Long moments later, he angled his head to study her with unflinching intensity. “You’re still bleeding.”
“I don’t have the magic to clot it.”
A breath and his hand circled her wrist around her armilla. Heat flared from his fingertips, and she realized he was pooling some of his magic in her.
Gritting her teeth, she pricked a finger and wiped it overbeshaz.The rush of power was familiar, as was the way her vision sharpened behind her closed eyelids, sinking internally, to survey the damage. Hovering her shaking hands above the oozing mess of burns circling her neck, she tried to rebuild the first layer of tissue. Unable to handle the flow of power, her fingers pressed hard into the burn, reopening it. She swallowed a screamand tried again, fighting tears, when Kadra’s hands gripped hers, steadying her fingers.
Gently leading them to each burn, he held her knuckles straight, allowing her to focus. Power slowly leaked into her skin, and she could have cried as she painstakingly rebuilt each layer of tissue, using her magic to push her body into repairing itself much faster than it could on its own. Long moments later, new skin stretched uncomfortably tight over the area.
Kadra watched the process in silence. He had to have questions, but he wasn’t the only one who could leave people in the dark.
“Thank you,” she muttered. “I haven’t been able to do that for … years.”
“Sarai.”
She refused to look at him. An easy task, despite her ear currently lying over his heart.
“I apologize.”
For a moment, she was too stunned to speak, then a weak laugh burst out. “The mighty Kadra is sorry.”
“When he’s wrong.”
Her eyes burned. “Can’t imagine that happens often.”
“No.” His voice was quiet.
“At least you didn’t roast my neck,” she said bitterly. “Or would you have sliced it?”
Kadra paused before heaving the sigh of a man who knew that his next words wouldn’t please their listener. “I have roasted many necks. But I wouldn’t have touched yours. Earlier.” He tucked a strand of hair behind her ear as if to soften his words. “The knife was a threat.”
“So I humiliated myself for nothing.” The only person besides Cisuré who’d seen her scars, and it had been under duress.
“Sarai—”
“I should have realized that you wouldn’t. The optics of having your Petitor turn corpse and all that.” A sardonic laugh wedged in her throat. “I’m surprised you aren’t gloating.”
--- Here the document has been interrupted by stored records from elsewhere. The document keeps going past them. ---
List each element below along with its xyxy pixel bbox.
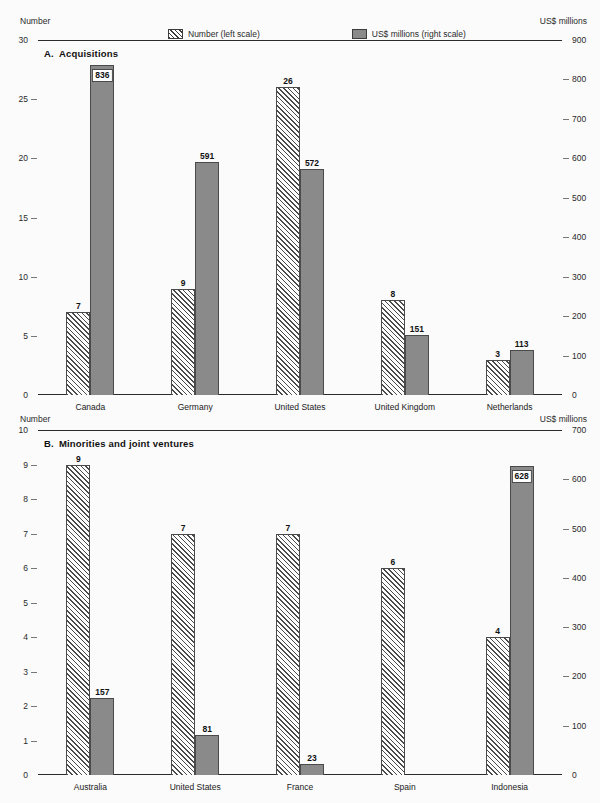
bar-usd-millions[interactable]: 157 xyxy=(90,698,114,775)
bar-value-label: 3 xyxy=(495,349,500,359)
bar-usd-millions[interactable]: 591 xyxy=(195,162,219,395)
bar-group: 3113Netherlands xyxy=(457,40,562,395)
category-label: France xyxy=(287,782,313,792)
panel-b-right-tick-label: 600 xyxy=(572,475,586,484)
bar-group: 9157Australia xyxy=(38,430,143,775)
panel-a-right-tick-label: 500 xyxy=(572,194,586,203)
panel-a-left-tick-label: 25 xyxy=(19,95,28,104)
panel-b-left-tick-label: 3 xyxy=(23,668,28,677)
bar-usd-millions[interactable]: 836 xyxy=(90,65,114,395)
bar-number[interactable]: 3 xyxy=(486,360,510,396)
solid-grey-swatch-icon xyxy=(352,29,367,39)
bar-usd-millions[interactable]: 113 xyxy=(510,350,534,395)
bar-value-label: 9 xyxy=(181,278,186,288)
category-label: Spain xyxy=(394,782,416,792)
legend-label-usd: US$ millions (right scale) xyxy=(372,29,466,39)
bar-value-label: 9 xyxy=(76,454,81,464)
legend-item-number: Number (left scale) xyxy=(168,29,260,39)
panel-b-left-tick-label: 7 xyxy=(23,530,28,539)
panel-b-left-tick xyxy=(31,534,37,535)
panel-a-left-tick xyxy=(31,277,37,278)
panel-b-right-tick-label: 700 xyxy=(572,426,586,435)
category-label: United Kingdom xyxy=(375,402,435,412)
hatched-swatch-icon xyxy=(168,29,183,39)
panel-a-left-tick xyxy=(31,99,37,100)
bar-number[interactable]: 8 xyxy=(381,300,405,395)
bar-number[interactable]: 6 xyxy=(381,568,405,775)
category-label: Indonesia xyxy=(491,782,528,792)
panel-b-left-tick-label: 8 xyxy=(23,495,28,504)
bar-value-label: 157 xyxy=(95,687,109,697)
bar-value-label: 26 xyxy=(283,76,292,86)
bar-usd-millions[interactable]: 81 xyxy=(195,735,219,775)
panel-b-right-tick xyxy=(563,676,569,677)
bar-group: 60Spain xyxy=(352,430,457,775)
panel-a-right-tick-label: 700 xyxy=(572,115,586,124)
bar-value-label: 8 xyxy=(390,289,395,299)
panel-a-right-axis-caption: US$ millions xyxy=(540,16,587,26)
category-label: Netherlands xyxy=(487,402,533,412)
bar-usd-millions[interactable]: 628 xyxy=(510,466,534,776)
category-label: United States xyxy=(274,402,325,412)
legend-label-number: Number (left scale) xyxy=(188,29,260,39)
panel-a-right-tick-label: 800 xyxy=(572,75,586,84)
category-label: United States xyxy=(170,782,221,792)
panel-a-right-tick xyxy=(563,119,569,120)
panel-b-bar-groups: 9157Australia781United States723France60… xyxy=(38,430,562,775)
bar-number[interactable]: 7 xyxy=(276,534,300,776)
category-label: Australia xyxy=(74,782,107,792)
panel-a-right-tick xyxy=(563,316,569,317)
bar-usd-millions[interactable]: 23 xyxy=(300,764,324,775)
bar-value-label: 81 xyxy=(202,724,211,734)
panel-b-left-tick xyxy=(31,706,37,707)
legend-item-usd: US$ millions (right scale) xyxy=(352,29,466,39)
panel-b-right-tick xyxy=(563,529,569,530)
bar-usd-millions[interactable]: 151 xyxy=(405,335,429,395)
panel-a-left-tick-label: 0 xyxy=(23,391,28,400)
panel-b-left-tick-label: 0 xyxy=(23,771,28,780)
bar-group: 26572United States xyxy=(248,40,353,395)
panel-a-right-tick xyxy=(563,356,569,357)
bar-value-label: 572 xyxy=(305,158,319,168)
panel-a-left-tick-label: 30 xyxy=(19,36,28,45)
bar-group: 8151United Kingdom xyxy=(352,40,457,395)
bar-value-label: 836 xyxy=(92,69,112,82)
panel-a-right-tick-label: 600 xyxy=(572,154,586,163)
bar-usd-millions[interactable]: 572 xyxy=(300,169,324,395)
bar-number[interactable]: 7 xyxy=(171,534,195,776)
panel-b-left-tick xyxy=(31,568,37,569)
chart-page: Number (left scale) US$ millions (right … xyxy=(0,0,600,803)
bar-value-label: 151 xyxy=(410,324,424,334)
panel-b-left-tick xyxy=(31,672,37,673)
panel-b-right-tick-label: 100 xyxy=(572,722,586,731)
chart-panel-a: A.Acquisitions 7836Canada9591Germany2657… xyxy=(0,40,600,395)
panel-a-left-tick xyxy=(31,158,37,159)
bar-number[interactable]: 9 xyxy=(171,289,195,396)
panel-b-right-tick xyxy=(563,627,569,628)
bar-pair: 723 xyxy=(276,430,324,775)
chart-legend: Number (left scale) US$ millions (right … xyxy=(168,29,466,39)
bar-number[interactable]: 26 xyxy=(276,87,300,395)
panel-b-left-tick-label: 5 xyxy=(23,599,28,608)
bar-value-label: 4 xyxy=(495,626,500,636)
bar-number[interactable]: 7 xyxy=(66,312,90,395)
panel-a-right-tick xyxy=(563,198,569,199)
panel-b-left-tick xyxy=(31,465,37,466)
bar-group: 9591Germany xyxy=(143,40,248,395)
panel-b-left-tick xyxy=(31,499,37,500)
panel-a-left-tick xyxy=(31,336,37,337)
panel-a-right-tick-label: 100 xyxy=(572,352,586,361)
bar-value-label: 591 xyxy=(200,151,214,161)
panel-b-left-tick-label: 9 xyxy=(23,461,28,470)
panel-a-plot-area: 7836Canada9591Germany26572United States8… xyxy=(38,40,562,395)
panel-b-left-axis-caption: Number xyxy=(20,414,50,424)
panel-a-right-tick-label: 200 xyxy=(572,312,586,321)
panel-a-left-tick xyxy=(31,218,37,219)
panel-a-left-axis-caption: Number xyxy=(20,16,50,26)
bar-pair: 781 xyxy=(171,430,219,775)
panel-b-left-tick xyxy=(31,637,37,638)
panel-b-right-tick xyxy=(563,479,569,480)
bar-number[interactable]: 4 xyxy=(486,637,510,775)
bar-number[interactable]: 9 xyxy=(66,465,90,776)
panel-b-right-tick-label: 0 xyxy=(572,771,577,780)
In response, Kadra slid a finger under her chin. She gave into the unspoken request and raised her head for his perusal. Cavernous eyes traveled her face, lingering on her scars. His jaw ticked, features settling into something quiet and bitter that looked oddly like regret.
“My hands are the worst of it.” She extended them, matching her palm to his larger one. “That’s why my writing looks the way it does.”
He went rigid at her touch. His gaze didn’t leave her as he took her hand and explored it clinically, measuring each misshapen finger, each crooked joint, the scars webbing across the backs of her palms, the evidence of the shattered mess of her digits.
“This was done to you?”
She nodded, unable to think of a lie and certain that he’d see through one. “I’d rather not speak of it.”
He acquiesced, tracing her skin with the callused hands of a swordsman. She braced herself for him to wince, to shudder as so many had. Surrounded as she was by him, she’d feel it.
He didn’t. Instead, he asked no further questions, offered no condolences, merely interlocked their fingers and pulled her closer to hold her more securely. A motion that placed her face barely inches from his. Her breath caught when he looked down.
“If anyone should be humiliated here, it’s me,” he admitted, tight lines bracketing his lips. “You have nothing to be ashamed of.”
Speech failed her. At the apology. At the fact that he was holding her in a way that defied explanation.
Kadra frowned at her expression. “Are you still in pain?”
“I don’t know.” Her head was so jumbled that she could barely sort pain from everything else. “Are you still kicking me out?”